Stage 2 of the 2008 Constructions Future Leaders competition involves a series of challenges. These are based on the business/industry challenges that CEOs from within Architecture face over the coming year.
Sustainability and the Skills Shortage are two issues that currently pervade the industry as a whole and therefore these themes make up the two challenges that must be answered by all entrants.These obligatory challenges are detailed below.
In addition to the obligatory challenges, a series of four weekly challenges will be emailed to entrants. Of these four, entrants must choose two to answer. These challenges will also feature on this page as they are announced. In total each entrant should answer four challenges during the month period, (two obligatory challenges and two chosen weekly challenges).
In the last few years the construction industry has enjoyed a period of continued growth. The investment from both the public and private sectors has made the construction sector form 8.1% of UK GDP.
At face value, the future outlook appears bright for the built environment with high profile and prestigious projects on the horizon such as, the Olympic and Commonwealth Games, the redevelopment of major cities, Crossrail, huge housing plans and almost every football and rugby club in the land seemingly requiring a new home. It would appear an industry in full bloom. Delivering these projects requires a continuing and ever increasing stream of talented young professionals.
Why then does the industry struggle to capture and retain talented graduates? Maybe it's a question of wages although many pan-industry reports would argue otherwise. Maybe it's a question of perception - the construction industry is not one that graduates deem glamorous especially with the bright lights and allure of "city jobs" catching their collective eye. Maybe it's a lack of marketing - graduates are not aware of the lucrative and fulfilling careers on offer in the industry. You decide.
Future leaders will need a future workforce so here's the challenge:
As the leader of your company how would you address the issue of attracting and retaining graduates in your business? What can the industry collectively do to improve its reach and appeal to graduates?
The term sustainability is used with ever-increasing regularity. Yet it can mean different things to different people.
The general theory is that sustainability refers to the maintenance and protection of our environment as a whole and the impact our current practices have on its wellbeing. If we don't change the way we work we will not be able to sustain our environment. So it is clearly something that construction is duty bound to take a lead in through its design and building practices. We build for the future.

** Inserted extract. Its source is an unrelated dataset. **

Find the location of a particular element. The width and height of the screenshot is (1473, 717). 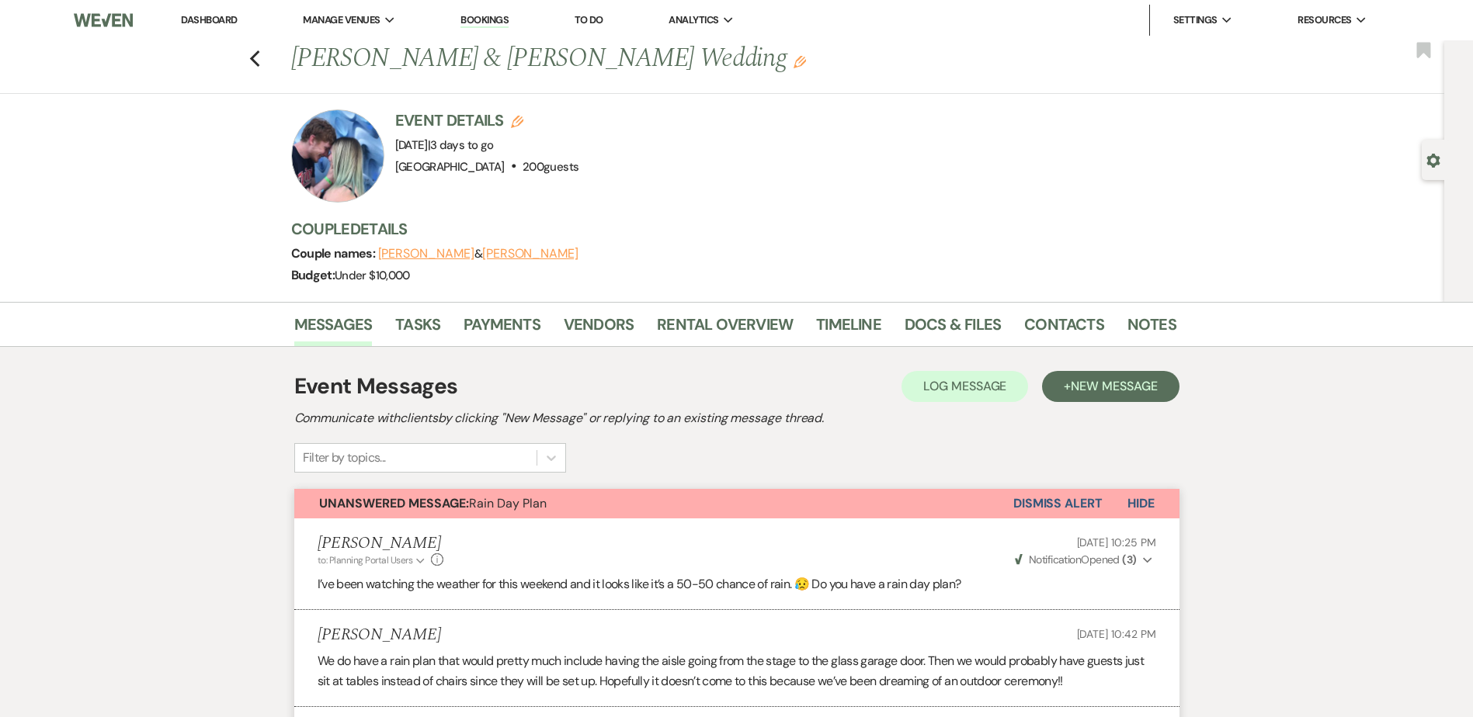

div: Filter by topics... is located at coordinates (344, 458).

Construction clients, both public and private sectors, are increasingly putting sustainability high on their agendas. They require companies to be sustainable in all areas - from the way they design and build to the way they source and select products. Sustainability even encompasses the way organisations behave. It is a commercial reality - without following these steps businesses are in danger of losing work.
However, creating a organisation that is fully sustainable may entail reviewing & overhauling working practices, installing new IT systems, employing new staff, retraining existing staff, engaging new suppliers. It is clear that the changes required come at considerable cost both culturally and financially. This begs the question - is sustainability in design and construction a necessity for all businesses to adhere to at any cost?
As the leader of your organisation how do you balance the need to be fully sustainable throughout your business against the commercial realities of making a profit and maintaining competitive advantage? How would you communicate this message externally and internally?
Like the undulating hills of the Cotswolds the construction industry has seen its fair share of peaks and troughs in recent years with each hill representing great success and prosperity at the pinnacle and shadowy disappointment or trepidation at the bottom.
Just as the natural cycles that created the Cotswold landscape are impossible to influence, individual businesses cannot control the economic cycles that affect the whole industry - the peaks and troughs are testament to this. As the cycles continue the peaks may become taller or shorter, the troughs steeper or shallower, but the cycle remains by design.
As the leader of your business how do you plan for and manage these cycles in order to maintain continued growth and gain new business throughout?
PFI projects remain some of the biggest contracts to be won in construction. The government has hugely increased its spending in this area over the last 10 years rising from £670m in 1995 to £7.7bn last year and with forward projections of £11bn in 2010. Clearly this is a construction cash cow. But what does this mean for the Architects?
It would be reasonable to think that this would be an area of commercial focus for the Architectural world, just as it is for the rest of the industry. However, it is not.
It seems that design and aesthetics often appear to be of secondary importance on PFI projects, with the architect having little influence on decision making.
As the leader of your company what steps would you take to try and improve the role of design in PFI projects and ensure further business growth?
"Having too many participants in the design process, and the requirements to deliver excessive documentation at each stage of design, does not result in better architecture. There is a real and avoidable risk of projects achieving competence in all the manifold areas of specialist design, yet failing to produce excellence in any one."
Challenge: What parts of the UK design process would you change and what impact would the changes have on the way practices work?
Is it unrealsitic not to accept that at some stage clients will expect architects to 'value engineer' their schemes and at what stage would you refuse to co-operate?